Well the Missus and I trundled out to Watertown’s Arsenal Center for the Arts yesterday to catch the Flat Earth Theatre production of The Farnsworth Invention and say, it was swell.
From the website:
From screenwriter/playwright Aaron Sorkin, who brought us The West Wing and The Social Network, comes a whirlwind history of the controversial invention of the television. Philo Farnsworth, a child prodigy raised on a farm in rural Idaho,
has overcome adversity to create a groundbreaking device never before achieved. Simultaneously, the self-made media mogul David Sarnoff has collected a team of geniuses to uncover Farnworth’s missing piece through any means necessary.
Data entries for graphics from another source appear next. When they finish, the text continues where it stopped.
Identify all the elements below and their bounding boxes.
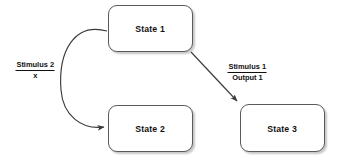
state-diagram-canvas: State 1 State 2 State 3 Stimulus 2 x Sti… <box>0 0 345 163</box>
state-node-state-2[interactable]: State 2 <box>108 105 193 152</box>
edge-label-state1-state2: Stimulus 2 x <box>14 61 56 81</box>
edge-label-output: Output 1 <box>232 73 263 82</box>
edge-label-trigger: Stimulus 1 <box>227 63 266 73</box>
state-node-label: State 3 <box>268 123 298 134</box>
state-node-label: State 2 <box>136 123 166 134</box>
edge-label-output: x <box>33 71 37 80</box>
state-node-state-3[interactable]: State 3 <box>240 104 325 152</box>
edge-label-trigger: Stimulus 2 <box>15 61 54 71</box>
state-node-state-1[interactable]: State 1 <box>108 5 193 52</box>
state-node-label: State 1 <box>136 23 166 34</box>
edge-state1-state2-path <box>61 29 107 127</box>
edge-label-state1-state3: Stimulus 1 Output 1 <box>226 63 268 83</box>
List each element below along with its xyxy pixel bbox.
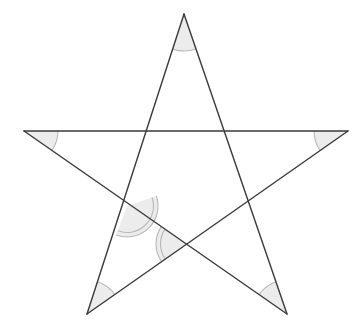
pentagram-diagram [0,0,362,332]
geometry-figure-canvas [0,0,362,332]
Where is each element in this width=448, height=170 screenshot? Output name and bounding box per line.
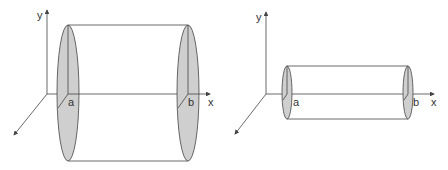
x-axis-label: x [208, 96, 214, 108]
y-axis-label: y [37, 9, 43, 21]
endpoint-label-a: a [293, 96, 300, 108]
endpoint-label-b: b [188, 96, 194, 108]
right-diagram: y x a b [235, 11, 437, 134]
z-axis [235, 94, 266, 134]
diagram-canvas: y x a b y x a b [0, 0, 448, 170]
y-axis-label: y [256, 11, 262, 23]
x-axis-label: x [431, 96, 437, 108]
endpoint-label-b: b [413, 96, 419, 108]
left-diagram: y x a b [14, 9, 214, 161]
endpoint-label-a: a [68, 96, 75, 108]
z-axis [14, 94, 47, 135]
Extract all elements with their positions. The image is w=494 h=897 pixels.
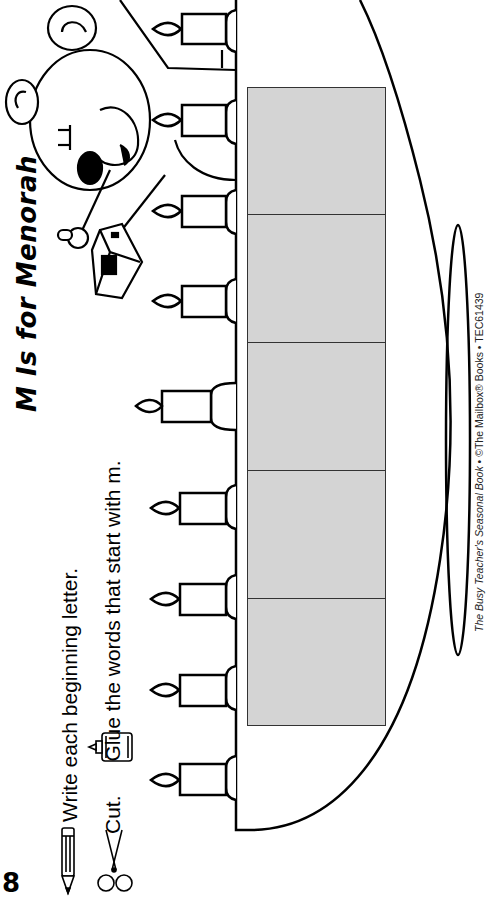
candle-icon (153, 190, 236, 234)
instruction-write: Write each beginning letter. (57, 568, 83, 822)
candle-icon (151, 575, 236, 619)
answer-box-4[interactable] (247, 470, 386, 599)
candle-icon (153, 100, 236, 144)
pencil-icon (62, 828, 74, 893)
candle-icon (153, 279, 236, 323)
title-prefix: M Is for (12, 287, 42, 412)
candle-icon (151, 756, 236, 800)
footer-code: TEC61439 (473, 293, 485, 343)
footer-separator-2: • (473, 343, 485, 352)
answer-box-1[interactable] (247, 87, 386, 215)
candle-icon (151, 666, 236, 710)
candles (136, 10, 236, 800)
candle-icon (153, 10, 236, 52)
dreidel-icon (92, 224, 142, 298)
instruction-cut-glue: Cut.Glue the words that start with m. (100, 460, 126, 834)
candle-icon (151, 485, 236, 529)
footer-book-title: The Busy Teacher's Seasonal Book (473, 466, 485, 632)
page-title: M Is for Menorah (12, 155, 42, 412)
answer-box-3[interactable] (247, 342, 386, 471)
footer-separator-1: • (473, 457, 485, 467)
title-emphasis: Menorah (12, 155, 42, 287)
answer-box-5[interactable] (247, 598, 386, 726)
answer-box-2[interactable] (247, 214, 386, 343)
footer-copyright: ©The Mailbox® Books (473, 352, 485, 457)
instruction-glue: Glue the words that start with m. (101, 460, 124, 761)
instruction-cut: Cut. (101, 795, 124, 834)
shamash-candle-icon (136, 383, 236, 430)
footer-credit: The Busy Teacher's Seasonal Book • ©The … (472, 293, 486, 632)
scissors-icon (98, 830, 132, 891)
page-number: 8 (2, 870, 20, 896)
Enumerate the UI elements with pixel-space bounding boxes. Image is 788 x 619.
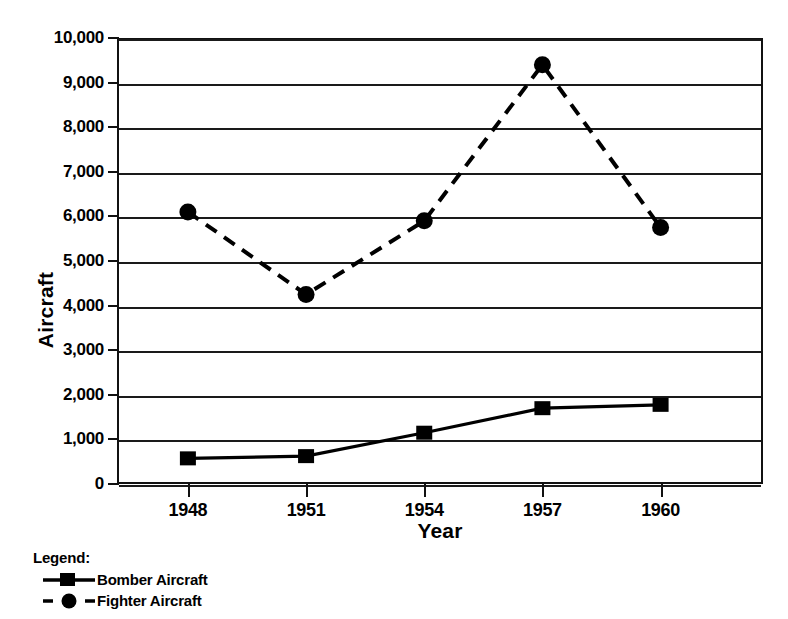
y-tick-mark	[108, 126, 119, 128]
y-tick-label: 6,000	[0, 206, 104, 226]
y-tick-label: 10,000	[0, 28, 104, 48]
square-marker-icon	[41, 570, 97, 590]
legend-item-fighter-aircraft: Fighter Aircraft	[41, 590, 333, 611]
x-tick-label: 1948	[168, 500, 207, 521]
x-tick-mark	[661, 484, 663, 497]
y-tick-mark	[108, 394, 119, 396]
x-tick-label: 1951	[287, 500, 326, 521]
y-tick-label: 0	[0, 474, 104, 494]
gridline	[119, 217, 761, 219]
y-tick-mark	[108, 215, 119, 217]
legend-item-bomber-aircraft: Bomber Aircraft	[41, 569, 333, 590]
gridline	[119, 84, 761, 86]
gridline	[119, 173, 761, 175]
chart-figure: 01,0002,0003,0004,0005,0006,0007,0008,00…	[0, 0, 788, 619]
x-axis-title: Year	[117, 519, 763, 543]
y-tick-mark	[108, 260, 119, 262]
gridline	[119, 485, 761, 487]
y-tick-mark	[108, 349, 119, 351]
gridline	[119, 351, 761, 353]
legend-heading: Legend:	[33, 549, 333, 566]
x-tick-label: 1957	[523, 500, 562, 521]
plot-area	[117, 38, 763, 484]
gridline	[119, 262, 761, 264]
y-tick-mark	[108, 37, 119, 39]
y-tick-label: 2,000	[0, 385, 104, 405]
gridline	[119, 307, 761, 309]
x-tick-mark	[424, 484, 426, 497]
legend-label-fighter-aircraft: Fighter Aircraft	[97, 592, 202, 609]
y-axis-title: Aircraft	[34, 271, 58, 347]
y-tick-mark	[108, 483, 119, 485]
y-tick-mark	[108, 438, 119, 440]
legend-label-bomber-aircraft: Bomber Aircraft	[97, 571, 208, 588]
legend: Legend: Bomber Aircraft Fighter Aircraft	[33, 549, 333, 611]
circle-marker-icon	[41, 591, 97, 611]
x-tick-label: 1954	[405, 500, 444, 521]
gridline	[119, 396, 761, 398]
gridline	[119, 128, 761, 130]
x-tick-mark	[542, 484, 544, 497]
y-tick-mark	[108, 82, 119, 84]
y-tick-label: 9,000	[0, 73, 104, 93]
x-tick-mark	[188, 484, 190, 497]
y-tick-label: 7,000	[0, 162, 104, 182]
y-tick-label: 8,000	[0, 117, 104, 137]
x-tick-mark	[306, 484, 308, 497]
gridline	[119, 39, 761, 41]
y-tick-mark	[108, 305, 119, 307]
y-tick-label: 5,000	[0, 251, 104, 271]
x-tick-label: 1960	[641, 500, 680, 521]
y-tick-mark	[108, 171, 119, 173]
y-tick-label: 1,000	[0, 429, 104, 449]
gridline	[119, 440, 761, 442]
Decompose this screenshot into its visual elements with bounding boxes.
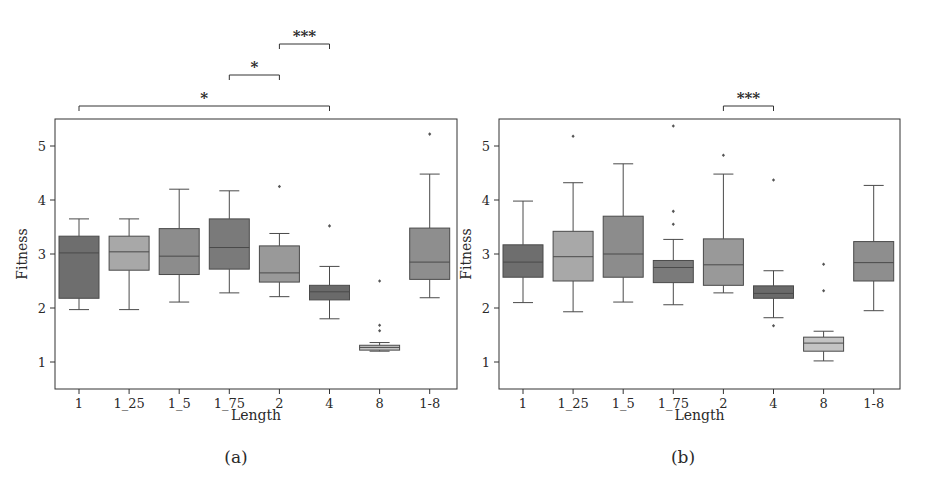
y-tick-label: 2 <box>38 301 46 316</box>
boxplot-panel-a: 12345Fitness11_251_51_752481-8Length****… <box>14 27 457 467</box>
box-1-8 <box>410 132 450 297</box>
box-1_25 <box>109 219 149 310</box>
x-tick-label: 1_5 <box>612 396 635 411</box>
box-2 <box>703 153 743 293</box>
x-tick-label: 1-8 <box>419 396 440 411</box>
box-1 <box>59 219 99 310</box>
box-1_25 <box>553 134 593 311</box>
significance-bracket: *** <box>723 89 773 111</box>
significance-bracket: * <box>229 58 279 80</box>
significance-label: *** <box>293 27 317 45</box>
x-tick-label: 4 <box>769 396 777 411</box>
outlier-point <box>378 329 381 333</box>
y-axis-label: Fitness <box>458 228 474 280</box>
x-tick-label: 1_25 <box>557 396 588 411</box>
x-tick-label: 1_5 <box>168 396 191 411</box>
x-tick-label: 1-8 <box>863 396 884 411</box>
box-4 <box>310 224 350 319</box>
box-1_75 <box>209 191 249 293</box>
box-8 <box>360 279 400 351</box>
x-axis-label: Length <box>674 407 724 423</box>
significance-bracket: *** <box>279 27 329 49</box>
significance-bracket: * <box>79 89 330 111</box>
significance-label: * <box>200 89 208 107</box>
box-8 <box>804 262 844 360</box>
y-tick-label: 4 <box>38 193 46 208</box>
y-tick-label: 1 <box>482 355 490 370</box>
outlier-point <box>278 185 281 189</box>
box-1_5 <box>159 189 199 302</box>
figure: 12345Fitness11_251_51_752481-8Length****… <box>0 0 928 497</box>
outlier-point <box>722 153 725 157</box>
y-tick-label: 4 <box>482 193 490 208</box>
x-tick-label: 4 <box>325 396 333 411</box>
y-tick-label: 3 <box>482 247 490 262</box>
outlier-point <box>772 178 775 182</box>
box-1-8 <box>854 185 894 310</box>
y-tick-label: 3 <box>38 247 46 262</box>
outlier-point <box>772 324 775 328</box>
box-2 <box>259 185 299 297</box>
outlier-point <box>672 124 675 128</box>
panel-caption: (a) <box>224 447 247 467</box>
x-tick-label: 8 <box>375 396 383 411</box>
box-1 <box>503 201 543 303</box>
y-axis-label: Fitness <box>14 228 30 280</box>
outlier-point <box>822 289 825 293</box>
y-tick-label: 2 <box>482 301 490 316</box>
y-tick-label: 1 <box>38 355 46 370</box>
outlier-point <box>378 323 381 327</box>
x-tick-label: 1 <box>75 396 83 411</box>
y-tick-label: 5 <box>482 139 490 154</box>
outlier-point <box>378 279 381 283</box>
x-axis-label: Length <box>231 407 281 423</box>
outlier-point <box>328 224 331 228</box>
x-tick-label: 8 <box>819 396 827 411</box>
panel-caption: (b) <box>671 447 695 467</box>
box-1_75 <box>653 124 693 305</box>
outlier-point <box>672 210 675 214</box>
outlier-point <box>428 132 431 136</box>
significance-label: * <box>250 58 258 76</box>
boxplot-panel-b: 12345Fitness11_251_51_752481-8Length***(… <box>458 89 900 467</box>
box-1_5 <box>603 164 643 302</box>
x-tick-label: 1_25 <box>113 396 144 411</box>
significance-label: *** <box>737 89 761 107</box>
outlier-point <box>672 223 675 227</box>
y-tick-label: 5 <box>38 139 46 154</box>
outlier-point <box>572 134 575 138</box>
box-4 <box>754 178 794 327</box>
x-tick-label: 1 <box>519 396 527 411</box>
outlier-point <box>822 262 825 266</box>
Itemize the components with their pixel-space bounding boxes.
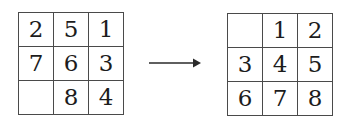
target-grid: 1 2 3 4 5 6 7 8 [227, 13, 333, 116]
table-row: 7 6 3 [19, 47, 124, 81]
source-cell-r2c1: 7 [19, 47, 54, 81]
source-cell-r3c1-empty [19, 81, 54, 115]
table-row: 2 5 1 [19, 13, 124, 47]
source-cell-r2c2: 6 [54, 47, 89, 81]
source-cell-r1c1: 2 [19, 13, 54, 47]
target-cell-r1c2: 1 [263, 14, 298, 48]
source-cell-r2c3: 3 [89, 47, 124, 81]
target-cell-r2c1: 3 [228, 48, 263, 82]
transformation-diagram: 2 5 1 7 6 3 8 4 [0, 0, 342, 125]
target-grid-container: 1 2 3 4 5 6 7 8 [227, 13, 333, 116]
target-cell-r1c1-empty [228, 14, 263, 48]
target-cell-r3c2: 7 [263, 82, 298, 116]
target-cell-r3c1: 6 [228, 82, 263, 116]
target-cell-r2c3: 5 [298, 48, 333, 82]
table-row: 3 4 5 [228, 48, 333, 82]
source-grid-container: 2 5 1 7 6 3 8 4 [18, 12, 124, 115]
source-cell-r3c3: 4 [89, 81, 124, 115]
long-rightwards-arrow-icon [148, 52, 202, 74]
table-row: 6 7 8 [228, 82, 333, 116]
source-grid: 2 5 1 7 6 3 8 4 [18, 12, 124, 115]
target-cell-r2c2: 4 [263, 48, 298, 82]
table-row: 8 4 [19, 81, 124, 115]
target-cell-r1c3: 2 [298, 14, 333, 48]
table-row: 1 2 [228, 14, 333, 48]
source-cell-r1c3: 1 [89, 13, 124, 47]
target-cell-r3c3: 8 [298, 82, 333, 116]
source-cell-r1c2: 5 [54, 13, 89, 47]
source-cell-r3c2: 8 [54, 81, 89, 115]
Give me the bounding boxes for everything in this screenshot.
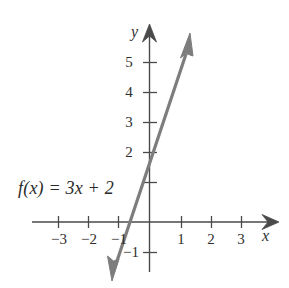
y-tick-label-3: 3 — [120, 115, 138, 130]
function-line-arrow-up-icon — [181, 33, 194, 58]
y-tick-label-neg1: −1 — [119, 245, 143, 260]
graph-figure: y x −3 −2 −1 1 2 3 5 4 3 2 −1 f(x) = 3x … — [0, 0, 289, 288]
y-axis-label: y — [131, 24, 138, 40]
x-tick-label-pos2: 2 — [201, 232, 221, 247]
x-tick-label-pos3: 3 — [231, 232, 251, 247]
x-axis-label: x — [262, 228, 269, 244]
x-tick-label-pos1: 1 — [171, 232, 191, 247]
x-tick-label-neg3: −3 — [46, 232, 72, 247]
x-tick-label-neg2: −2 — [76, 232, 102, 247]
y-tick-label-4: 4 — [120, 85, 138, 100]
function-line-arrow-down-icon — [108, 256, 120, 281]
y-tick-label-5: 5 — [120, 55, 138, 70]
y-tick-label-2: 2 — [120, 145, 138, 160]
function-equation-label: f(x) = 3x + 2 — [18, 179, 114, 199]
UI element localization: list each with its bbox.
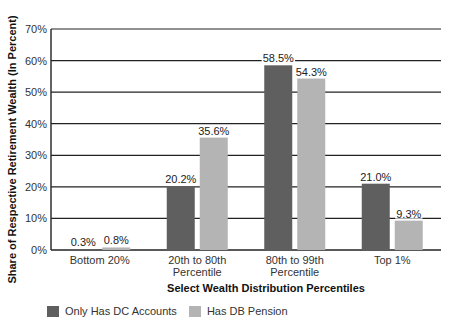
legend-item-db: Has DB Pension [189,305,288,317]
bar [362,184,390,250]
bar-value-label: 0.3% [71,236,96,248]
y-tick-label: 40% [25,118,47,130]
bar-chart: 0%10%20%30%40%50%60%70%0.3%0.8%Bottom 20… [0,0,449,328]
x-category-label: Percentile [173,266,222,278]
legend-swatch-dc [47,306,59,317]
y-axis-title: Share of Respective Retirement Wealth (I… [6,15,18,283]
y-tick-label: 30% [25,149,47,161]
bar [167,186,195,250]
bar-value-label: 9.3% [396,208,421,220]
y-tick-label: 0% [31,244,47,256]
y-tick-label: 20% [25,181,47,193]
legend-swatch-db [189,306,201,317]
bar-value-label: 35.6% [198,125,229,137]
bar-value-label: 58.5% [263,52,294,64]
bar-value-label: 0.8% [104,234,129,246]
legend-item-dc: Only Has DC Accounts [47,305,177,317]
bar [297,79,325,250]
x-category-label: Bottom 20% [70,254,130,266]
legend-label-dc: Only Has DC Accounts [65,305,177,317]
bar [200,138,228,250]
bar [102,247,130,250]
bar-value-label: 21.0% [360,171,391,183]
y-tick-label: 60% [25,55,47,67]
x-category-label: 20th to 80th [168,254,226,266]
bar [69,249,97,250]
x-category-label: Percentile [270,266,319,278]
legend: Only Has DC Accounts Has DB Pension [47,305,300,317]
y-tick-label: 70% [25,23,47,35]
bar [395,221,423,250]
x-category-label: 80th to 99th [266,254,324,266]
legend-label-db: Has DB Pension [207,305,288,317]
bar-value-label: 54.3% [296,66,327,78]
bar [264,65,292,250]
x-axis-title: Select Wealth Distribution Percentiles [167,282,365,294]
y-tick-label: 10% [25,212,47,224]
x-category-label: Top 1% [374,254,411,266]
y-tick-label: 50% [25,86,47,98]
bar-value-label: 20.2% [165,173,196,185]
The Farnsworth Invention moves fluidly from spell-binding to heart-breaking in this kinetic spectacle that confronts how history is remembered.
It’s a terrific – if factually challenged – production of the 2007 Aaron Sorkin play (and, yes, it’s predictably verbose and overlong). But it’s also appealing and moving – thanks to fine performances by Chris Larson as Farnsworth and Michael Fisher as Sarnoff.
The other cast members are adroit playing multiple roles, and director Sarah Gazdowicz reduces some highly technical material into intelligible theater.
Only bad news: The Missus tells me that the run, through June 27, is sold out.
But there are always cancellations to chase.
If you want to further understand TV and the people who made it happen as a technology and a business, check out “Tube: A History of Television” by David E. Fisher and Marshall Jon Fisher; it’s a clear, readable history of this invention, the people who made it happen, the internal corporate and technical battles, and the challenges that had to be overcome in both prototype and mass production. Farnsworth gets full credit (and did you know he was honored some years ago on a postage stamp, not that that is a big deal anymore!)
Thanks, Bill – just took it out of the library.